Arbuckle was not the only casualty. Coming at a time when Hollywood was still under intense scrutiny by social reformers, the press circus only stirred up further antimovie sentiment. Following the Arbuckle case, the unsolved murder of director William Desmond Taylor in 1922, and the death of actor Wallace Reid from a drug overdose in 1923, film censorship bills were introduced in twenty states. Movie "czar" Will Hays, hired in the aftermath of the scandals, pressured the producers to adopt a code of self-censorship in 1924. This was expanded in 1927 into the "Don'ts and Be Carefuls," an elaborate code prohibiting the depiction of profanity, nudity, drug use, white slavery, miscegenation, and "sex perversion," among other sins. Morals clauses requiring actors to follow a strict code of behavior were written into studio contracts, and unmarried stars who were seeing each other were pressured to marry. Producers hired detectives to investigate their employees, and they fired employees seen as potential "moral liabilities."'
The studios had a right to be afraid of Louella. The paper that had led the campaign against Arbuckle was the San Francisco Examiner, published by Hearst.

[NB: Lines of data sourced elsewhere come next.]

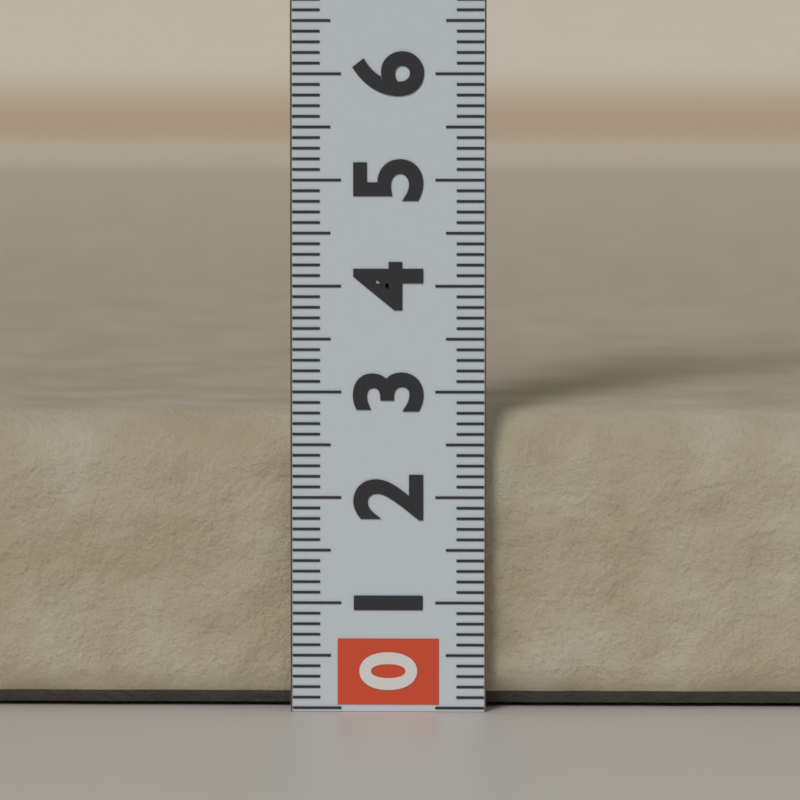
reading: 2.8 (no unit)
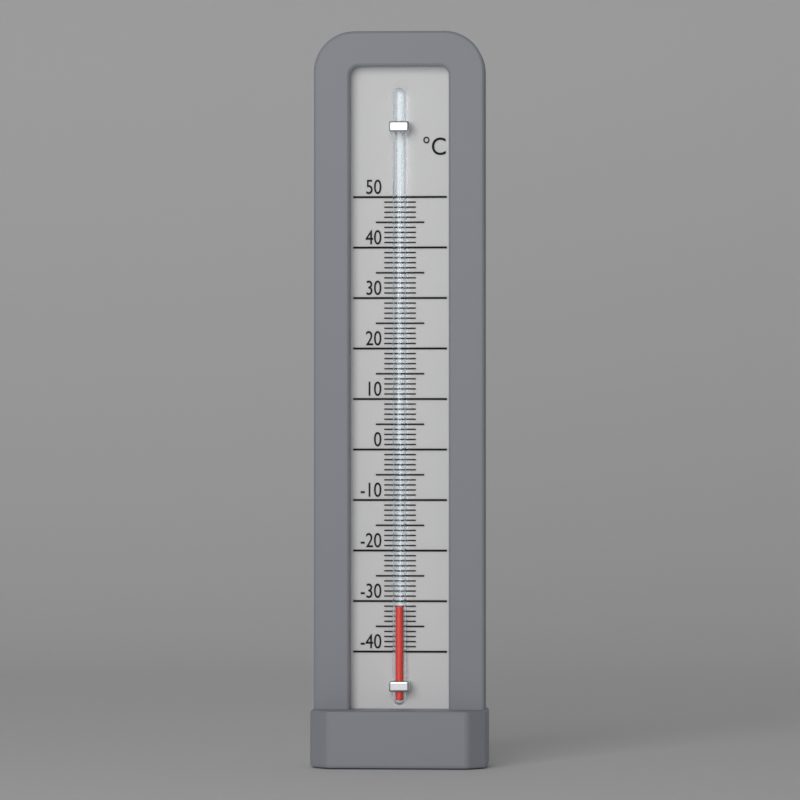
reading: -31 °C
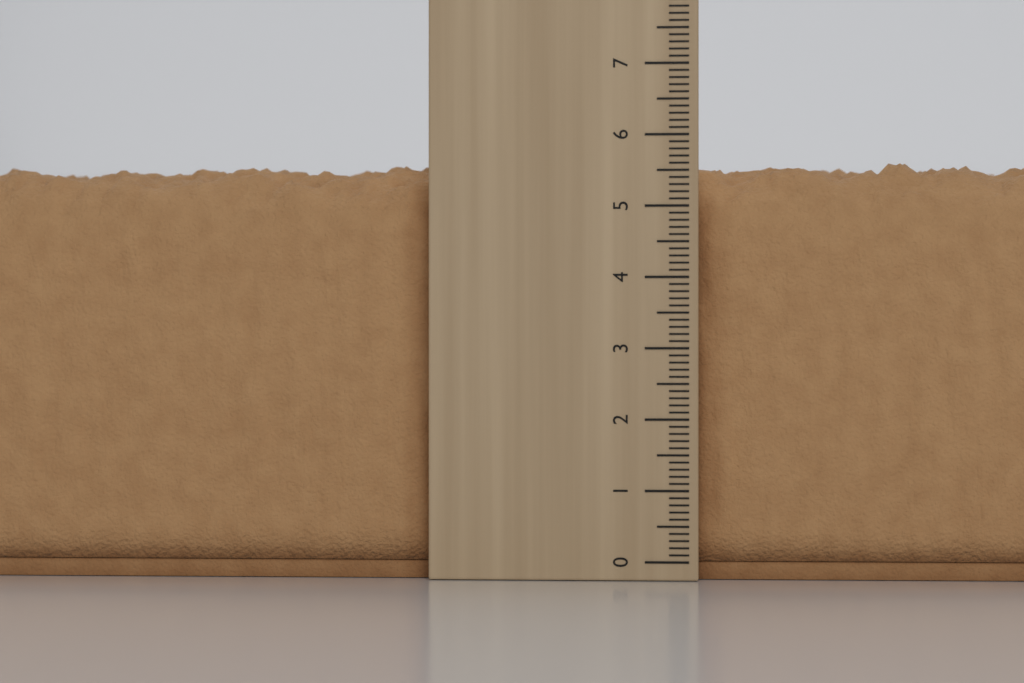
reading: 5.7 cm
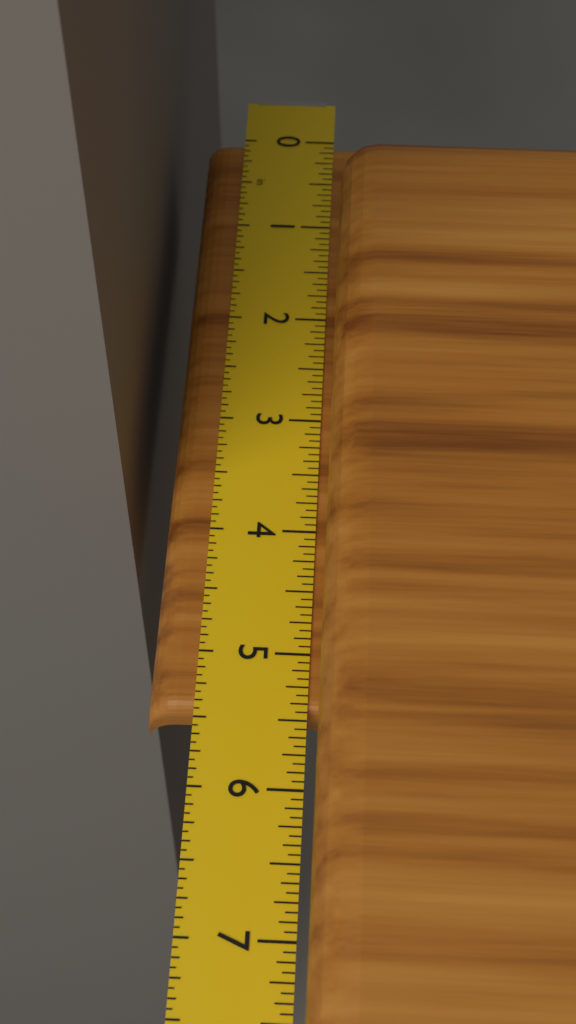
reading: 5.4375 in
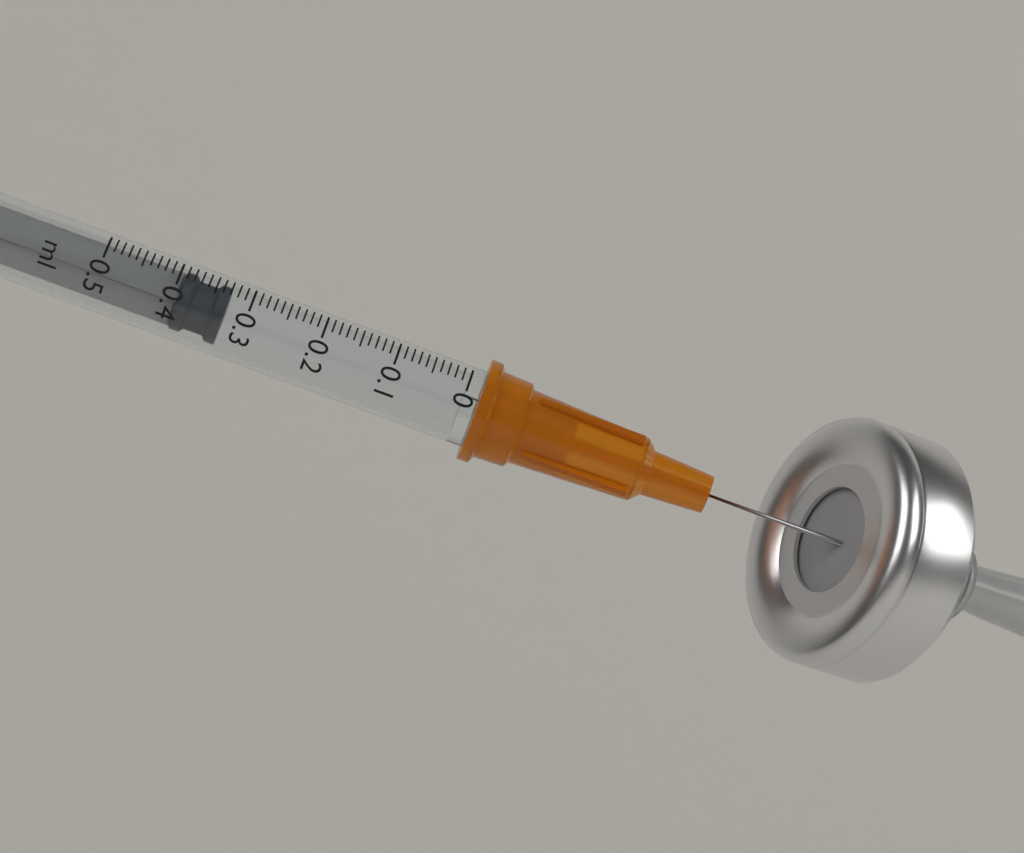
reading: 0.33 ml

Employed at the Morning Telegraph at the time, Louella never mentioned the Arbuckle scandal in her column, and she did not discuss the case until after his April 192,2, acquittal.9 With her falsified accounts of actors' squeaky-clean lifestyles, she had been one of the industry's greatest boosters and defenders. But Hearst was known to be unpredictable and ruthless, particularly when it came to boosting circulation in Los Angeles, where his Evening Herald and Examiner battled to maintain their lead over the Los Angeles Times.